So the answer is no. This information really does not help. This may help you a little better, but not in big O.
For everyone who suggested hashing to get linear time, you can just as well do the same thing for sorting. This method is called radix / hash collation. It exploded your memory usage.
When there are more restrictions, you can even use cooler tricks (i.e. sum, xor, etc.)
However, for an algorithm that uses comparison only in a generic array, you are not buying a lot, reducing the problem in this way.
To give a simple intuition for this, suppose you have 1 redundancy for each element, so your array is a1, a1, ... an, an (only 2n elements out of n unique numbers).
The size of the solution space is n! (as long as aj-aj are paired, you can rearrange the pair anyway, as indicated in the statement of the problem). The size of the input space is (2n)! / (2 ^ (n)).
This means that your algorithm should receive enough information to order ((2n)! / N!) / (2 ^ n) = (n * (n + 1) * ... 2n) / (2 ^ n) elements. Each comparison gives you 1 bit of information. The number of comparison iterations required is log (n) + log (n + 1) ... + log (2n) -n, which is big_omega (nlog (n)). It is not better or worse than sorting.
Here's a semi-rigid sorting treatment: http://www.cs.cmu.edu/~avrim/451f11/lectures/lect0913.pdf
Perhaps I will bribe to create a similar proof for the current question.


Goal of the exercise
Your answer should be the records below, repeated exactly as they stand.

App and web page records

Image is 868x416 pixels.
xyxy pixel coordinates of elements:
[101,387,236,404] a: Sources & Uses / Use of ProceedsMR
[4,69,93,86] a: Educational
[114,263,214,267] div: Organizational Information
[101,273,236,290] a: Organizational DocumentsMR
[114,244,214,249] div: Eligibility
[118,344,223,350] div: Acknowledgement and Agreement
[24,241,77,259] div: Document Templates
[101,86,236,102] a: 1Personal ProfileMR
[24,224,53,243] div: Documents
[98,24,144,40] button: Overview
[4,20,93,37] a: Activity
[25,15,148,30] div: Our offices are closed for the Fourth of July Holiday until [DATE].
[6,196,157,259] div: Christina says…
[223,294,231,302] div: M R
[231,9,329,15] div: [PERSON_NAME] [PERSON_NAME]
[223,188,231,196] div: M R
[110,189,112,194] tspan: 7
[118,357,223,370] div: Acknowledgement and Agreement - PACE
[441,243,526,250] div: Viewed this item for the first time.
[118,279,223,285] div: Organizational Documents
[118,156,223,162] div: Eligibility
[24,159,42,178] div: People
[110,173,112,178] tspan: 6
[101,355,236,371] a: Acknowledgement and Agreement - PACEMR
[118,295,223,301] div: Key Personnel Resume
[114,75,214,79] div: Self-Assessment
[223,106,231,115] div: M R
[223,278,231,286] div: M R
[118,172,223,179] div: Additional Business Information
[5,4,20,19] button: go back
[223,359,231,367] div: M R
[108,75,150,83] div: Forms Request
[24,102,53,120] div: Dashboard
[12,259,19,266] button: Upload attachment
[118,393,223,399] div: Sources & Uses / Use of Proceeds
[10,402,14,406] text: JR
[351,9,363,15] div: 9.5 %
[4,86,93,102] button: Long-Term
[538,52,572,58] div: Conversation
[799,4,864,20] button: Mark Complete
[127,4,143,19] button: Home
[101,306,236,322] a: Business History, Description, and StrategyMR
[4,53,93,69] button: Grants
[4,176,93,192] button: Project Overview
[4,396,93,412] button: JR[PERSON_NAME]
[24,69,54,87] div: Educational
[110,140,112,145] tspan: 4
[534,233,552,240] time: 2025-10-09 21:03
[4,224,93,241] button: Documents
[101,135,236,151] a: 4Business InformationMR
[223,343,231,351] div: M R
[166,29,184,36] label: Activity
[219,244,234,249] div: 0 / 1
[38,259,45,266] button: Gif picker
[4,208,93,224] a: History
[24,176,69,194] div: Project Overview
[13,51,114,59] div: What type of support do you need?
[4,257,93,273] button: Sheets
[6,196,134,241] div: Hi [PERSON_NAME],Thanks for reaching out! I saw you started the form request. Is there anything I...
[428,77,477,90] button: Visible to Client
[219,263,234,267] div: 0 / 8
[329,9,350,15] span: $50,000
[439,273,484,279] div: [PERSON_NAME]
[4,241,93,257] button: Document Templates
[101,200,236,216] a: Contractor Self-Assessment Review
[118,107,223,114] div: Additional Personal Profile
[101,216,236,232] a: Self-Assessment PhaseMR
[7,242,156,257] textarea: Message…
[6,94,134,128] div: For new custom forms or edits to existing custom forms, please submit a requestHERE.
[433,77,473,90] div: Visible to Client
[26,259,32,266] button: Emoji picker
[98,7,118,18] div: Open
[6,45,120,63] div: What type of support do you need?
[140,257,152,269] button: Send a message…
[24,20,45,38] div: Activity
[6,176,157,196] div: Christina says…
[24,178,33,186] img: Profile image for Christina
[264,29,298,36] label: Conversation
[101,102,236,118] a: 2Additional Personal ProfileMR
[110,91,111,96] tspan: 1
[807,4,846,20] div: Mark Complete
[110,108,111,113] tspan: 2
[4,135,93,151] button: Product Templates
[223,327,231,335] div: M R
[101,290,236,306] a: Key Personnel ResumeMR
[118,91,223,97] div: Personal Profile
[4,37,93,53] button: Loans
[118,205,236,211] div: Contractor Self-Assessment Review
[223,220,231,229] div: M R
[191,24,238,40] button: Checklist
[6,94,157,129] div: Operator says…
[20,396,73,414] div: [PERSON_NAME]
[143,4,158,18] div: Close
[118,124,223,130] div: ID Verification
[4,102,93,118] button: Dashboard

Task output
Image is 868x416 pixels.
xyxy pixel coordinates of elements:
[101,387,236,404] a: Sources & Uses / Use of ProceedsMR
[4,69,93,86] a: Educational
[114,263,214,267] div: Organizational Information
[101,273,236,290] a: Organizational DocumentsMR
[114,244,214,249] div: Eligibility
[118,344,223,350] div: Acknowledgement and Agreement
[24,241,77,259] div: Document Templates
[101,86,236,102] a: 1Personal ProfileMR
[24,224,53,243] div: Documents
[98,24,144,40] button: Overview
[4,20,93,37] a: Activity
[25,15,148,30] div: Our offices are closed for the Fourth of July Holiday until [DATE].
[6,196,157,259] div: Christina says…
[223,294,231,302] div: M R
[231,9,329,15] div: [PERSON_NAME] [PERSON_NAME]
[223,188,231,196] div: M R
[110,189,112,194] tspan: 7
[118,357,223,370] div: Acknowledgement and Agreement - PACE
[441,243,526,250] div: Viewed this item for the first time.
[118,279,223,285] div: Organizational Documents
[118,156,223,162] div: Eligibility
[24,159,42,178] div: People
[110,173,112,178] tspan: 6
[101,355,236,371] a: Acknowledgement and Agreement - PACEMR
[118,295,223,301] div: Key Personnel Resume
[114,75,214,79] div: Self-Assessment
[223,106,231,115] div: M R
[223,278,231,286] div: M R
[118,172,223,179] div: Additional Business Information
[5,4,20,19] button: go back
[223,359,231,367] div: M R
[108,75,150,83] div: Forms Request
[24,102,53,120] div: Dashboard
[12,259,19,266] button: Upload attachment
[118,393,223,399] div: Sources & Uses / Use of Proceeds
[10,402,14,406] text: JR
[351,9,363,15] div: 9.5 %
[4,86,93,102] button: Long-Term
[538,52,572,58] div: Conversation
[799,4,864,20] button: Mark Complete
[127,4,143,19] button: Home
[101,306,236,322] a: Business History, Description, and StrategyMR
[4,53,93,69] button: Grants
[4,176,93,192] button: Project Overview
[4,396,93,412] button: JR[PERSON_NAME]
[24,69,54,87] div: Educational
[110,140,112,145] tspan: 4
[534,233,552,240] time: 2025-10-09 21:03
[4,224,93,241] button: Documents
[101,135,236,151] a: 4Business InformationMR
[223,343,231,351] div: M R
[166,29,184,36] label: Activity
[219,244,234,249] div: 0 / 1
[38,259,45,266] button: Gif picker
[4,208,93,224] a: History
[24,176,69,194] div: Project Overview
[13,51,114,59] div: What type of support do you need?
[4,257,93,273] button: Sheets
[6,196,134,241] div: Hi [PERSON_NAME],Thanks for reaching out! I saw you started the form request. Is there anything I...
[428,77,477,90] button: Visible to Client
[219,263,234,267] div: 0 / 8
[329,9,350,15] span: $50,000
[439,273,484,279] div: [PERSON_NAME]
[4,241,93,257] button: Document Templates
[101,200,236,216] a: Contractor Self-Assessment Review
[118,107,223,114] div: Additional Personal Profile
[101,216,236,232] a: Self-Assessment PhaseMR
[7,242,156,257] textarea: Message…
[6,94,134,128] div: For new custom forms or edits to existing custom forms, please submit a requestHERE.
[433,77,473,90] div: Visible to Client
[26,259,32,266] button: Emoji picker
[98,7,118,18] div: Open
[6,45,120,63] div: What type of support do you need?
[140,257,152,269] button: Send a message…
[24,20,45,38] div: Activity
[6,176,157,196] div: Christina says…
[24,178,33,186] img: Profile image for Christina
[264,29,298,36] label: Conversation
[101,102,236,118] a: 2Additional Personal ProfileMR
[110,91,111,96] tspan: 1
[807,4,846,20] div: Mark Complete
[110,108,111,113] tspan: 2
[4,135,93,151] button: Product Templates
[223,327,231,335] div: M R
[101,290,236,306] a: Key Personnel ResumeMR
[118,91,223,97] div: Personal Profile
[4,37,93,53] button: Loans
[118,205,236,211] div: Contractor Self-Assessment Review
[223,220,231,229] div: M R
[191,24,238,40] button: Checklist
[6,94,157,129] div: Operator says…
[20,396,73,414] div: [PERSON_NAME]
[143,4,158,18] div: Close
[118,124,223,130] div: ID Verification
[4,102,93,118] button: Dashboard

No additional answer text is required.